ANSWER ONE. That the metaphor of being 'dead in trespasses and sins' cannot warrant our saying anything of unregenerate persons which may properly be affirmed of the dead, is evident from scripture and experience: for a dead body is void of all sense, whereas the unregenerate man is often under strong convictions, and a deep sense of his present misery. A dead man cannot awake himself out of the sleep of death, but God says to the spiritually-dead man, " Awake, thou that sleepest, arise from the dead, and Christ shall give thee life." (Ephesians 5:14) A dead man cannot hear, but to the spiritually-dead God says, "Hear, and your souls shall live." (Isaiah 55:3) And, lastly, it would be absurd to exhort a dead body to turn about and live; whereas God thinks it not incongruous to say to persons spiritually-dead, "turn yourselves, and ye shall live." (Ezekiel 18:32, 33:1)

Moreover good Christians are said to be ' dead to sin,' (Romans 6:2, 6, 7, 11) dead to the law, (Galatians 2:19) dead and crucified to the world. (Galatians 6:14) Now if hence we cannot truly argue that they cannot sin at all; that they can do nothing relating to the world, or could do nothing relating to the law, as St. Paul in compliance with the Jews, still did; neither can we argue from the metaphor of being 'dead in trespasses and sins,' that after God's call to hear and live, his excitation by all the motives and incitements of his word and Spirit, we can do nothing in obedience to these calls, and in compliance with these motions of his word and Spirit.

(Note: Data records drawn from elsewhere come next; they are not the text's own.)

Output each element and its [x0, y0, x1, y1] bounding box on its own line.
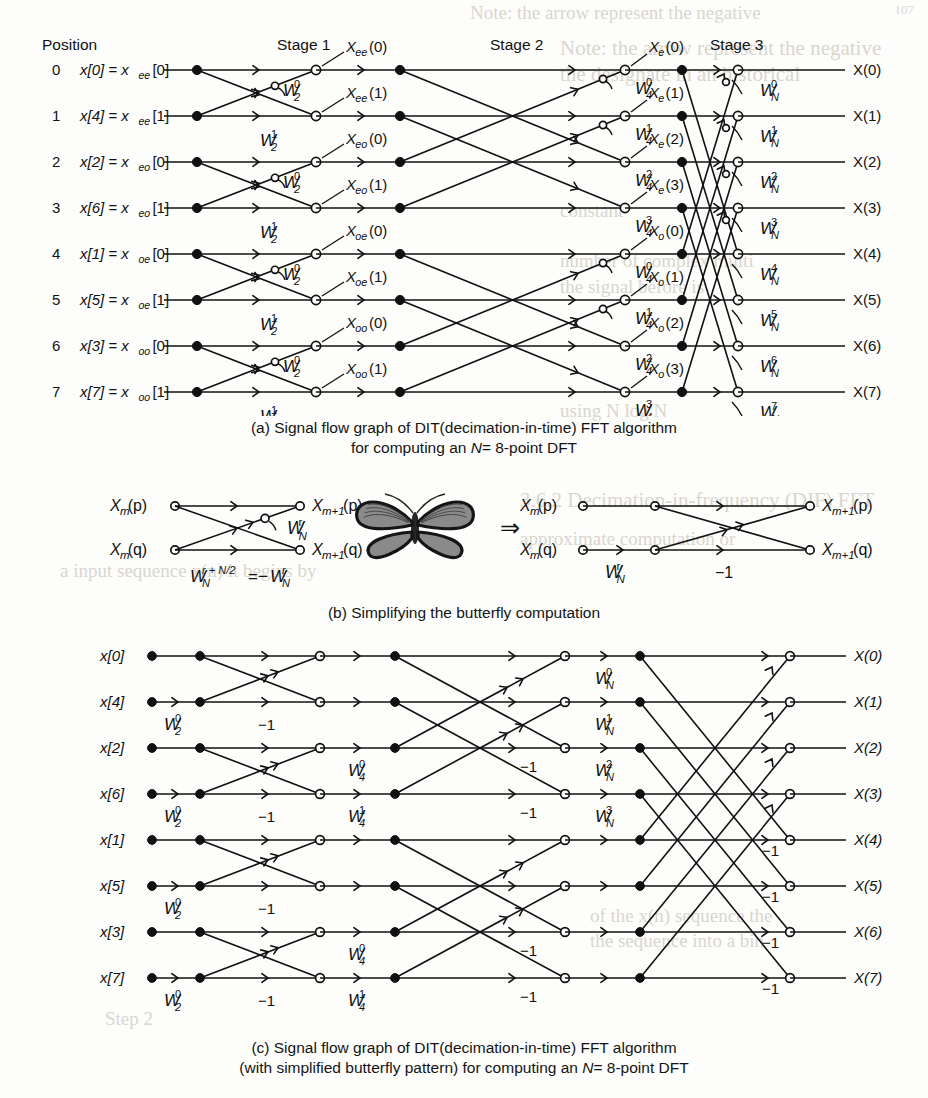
- butterfly-right-input-bottom: Xm(q): [519, 541, 557, 561]
- output-label: X(7): [853, 383, 881, 400]
- twiddle-subscript: 2: [293, 275, 300, 287]
- figure-b-caption: (b) Simplifying the butterfly computatio…: [0, 603, 928, 623]
- figure-c-minus-one: −1: [762, 980, 779, 997]
- twiddle-subscript: 4: [359, 1001, 365, 1013]
- stage3-twiddle-label: WN5: [760, 308, 779, 333]
- twiddle-superscript: 0: [294, 354, 300, 366]
- argument: (0): [369, 222, 387, 239]
- twiddle-superscript: 1: [271, 312, 277, 324]
- argument: (1): [369, 176, 387, 193]
- output-label: X(3): [853, 199, 881, 216]
- input-subscript: oo: [138, 391, 150, 403]
- stage3-twiddle-label: WN6: [760, 354, 779, 379]
- figure-c-output-label: X(4): [853, 831, 882, 848]
- callout-leader: [631, 146, 647, 158]
- stage2-output-label: Xo(1): [648, 268, 684, 288]
- figure-c-minus-one: −1: [762, 934, 779, 951]
- subscript: m+1: [322, 505, 345, 517]
- position-index: 0: [52, 61, 60, 78]
- stage-2-header: Stage 2: [490, 36, 543, 53]
- twiddle-subscript: N: [771, 137, 779, 149]
- twiddle-tick: [605, 311, 612, 319]
- twiddle-subscript: N: [771, 367, 779, 379]
- butterfly-right-output-bottom: Xm+1(q): [821, 541, 873, 561]
- callout-leader: [322, 144, 344, 158]
- stage1-output-label: Xee(1): [345, 84, 387, 104]
- figure-a-caption-line2: for computing an N= 8-point DFT: [0, 438, 928, 458]
- twiddle-superscript: 0: [359, 758, 365, 770]
- argument: (q): [538, 541, 558, 558]
- stage3-twiddle-label: WN0: [760, 78, 779, 103]
- twiddle-superscript: 7: [771, 400, 777, 412]
- subscript: e: [658, 184, 664, 196]
- twiddle-superscript: r: [617, 560, 621, 572]
- figure-c-input-label: x[3]: [99, 923, 125, 940]
- figure-c-svg: x[0]x[4]x[2]x[6]x[1]x[5]x[3]x[7]W20−1W20…: [0, 636, 928, 1028]
- position-index: 1: [52, 107, 60, 124]
- input-expr: x[7] = x: [79, 383, 129, 400]
- twiddle-subscript: 2: [270, 325, 277, 337]
- input-label: x[7] = xoo[1]: [79, 383, 169, 403]
- figure-a-svg: PositionStage 1Stage 2Stage 30x[0] = xee…: [0, 36, 928, 416]
- edge-arrowhead: [765, 667, 773, 674]
- butterfly-left-twiddle: WNr: [287, 516, 308, 542]
- twiddle-subscript: 2: [174, 817, 181, 829]
- twiddle-superscript: 1: [271, 220, 277, 232]
- figure-c-minus-one: −1: [258, 900, 275, 917]
- caption-pre: (with simplified butterfly pattern) for …: [239, 1059, 582, 1076]
- figure-c-input-label: x[6]: [99, 785, 125, 802]
- identity-equals: =−: [248, 567, 268, 586]
- argument: (0): [666, 222, 684, 239]
- butterfly-right-twiddle: WNr: [605, 560, 626, 586]
- figure-c-input-label: x[7]: [99, 969, 125, 986]
- argument: (q): [128, 541, 148, 558]
- figure-c-stage2-twiddle: W40: [348, 758, 366, 783]
- figure-c-minus-one: −1: [258, 808, 275, 825]
- figure-c-input-label: x[0]: [99, 647, 125, 664]
- position-index: 4: [52, 245, 60, 262]
- twiddle-subscript: 4: [359, 817, 365, 829]
- figure-c-minus-one: −1: [520, 988, 537, 1005]
- figure-c-minus-one: −1: [258, 716, 275, 733]
- figure-b-butterfly: Xm(p)Xm(q)Xm+1(p)Xm+1(q)WNrWNr + N/2=−WN…: [0, 478, 928, 598]
- twiddle-superscript: r: [299, 516, 303, 528]
- twiddle-superscript: 5: [771, 308, 777, 320]
- twiddle-tick: [732, 402, 742, 416]
- stage-3-header: Stage 3: [710, 36, 763, 53]
- twiddle-superscript: 4: [771, 262, 777, 274]
- figure-c-minus-one: −1: [258, 992, 275, 1009]
- argument: (q): [853, 541, 873, 558]
- argument: (p): [128, 497, 148, 514]
- subscript: eo: [355, 184, 367, 196]
- argument: (2): [666, 314, 684, 331]
- argument: (0): [369, 314, 387, 331]
- stage3-twiddle-label: WN1: [760, 124, 779, 149]
- input-subscript: ee: [138, 115, 150, 127]
- twiddle-identity: WNr + N/2=−WNr: [190, 564, 290, 589]
- twiddle-subscript: N: [606, 725, 614, 737]
- twiddle-subscript: 2: [174, 1001, 181, 1013]
- butterfly-twiddle-node: [261, 514, 269, 522]
- stage1-twiddle-W2-1: W21: [260, 220, 278, 245]
- callout-leader: [631, 54, 647, 66]
- twiddle-subscript: N: [771, 275, 779, 287]
- output-label: X(0): [853, 61, 881, 78]
- callout-leader: [322, 328, 344, 342]
- callout-leader: [631, 192, 647, 204]
- argument: (2): [666, 130, 684, 147]
- twiddle-superscript: 0: [294, 78, 300, 90]
- butterfly-left-input-bottom: Xm(q): [109, 541, 147, 561]
- subscript: m+1: [832, 549, 855, 561]
- subscript: o: [658, 276, 664, 288]
- twiddle-tick: [732, 310, 742, 324]
- twiddle-superscript: 1: [606, 712, 612, 724]
- twiddle-subscript: 4: [359, 955, 365, 967]
- twiddle-subscript: 2: [270, 233, 277, 245]
- stage3-twiddle-label: WN7: [760, 400, 779, 416]
- minus-one-label: −1: [715, 564, 733, 581]
- input-expr: x[2] = x: [79, 153, 129, 170]
- input-expr: x[0] = x: [79, 61, 129, 78]
- figure-c-output-label: X(7): [853, 969, 882, 986]
- butterfly-right-output-node: [806, 546, 814, 554]
- stage2-output-label: Xo(2): [648, 314, 684, 334]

ANSWER SECOND. This argument offends against the first general rule laid down before, for both the places cited concern only the Gentile world, held under the government of Satan, and living according to the evil spirit, which works in the children of disobedience.' (Ephesians 2:2) And the same persons are said to be dead in sins, and in the ' uncircumcision of the flesh,' which put them out of a covenant-relation to God; and so their quickening must consist in their conversion from that darkness in which the Heathens lay, into the light of the gospel, and from the service of Satan to the service of the true God. But this was not the state of the Gentile made a proselyte of justice, or of the Jew, and much less of the baptized Christian; and so we cannot argue from those words which do so certainly relate unto the worst of Heathens, that this must be the natural estate of all men, or that the same power is requisite to convert the unregenerate Christian and the worst of Heathens.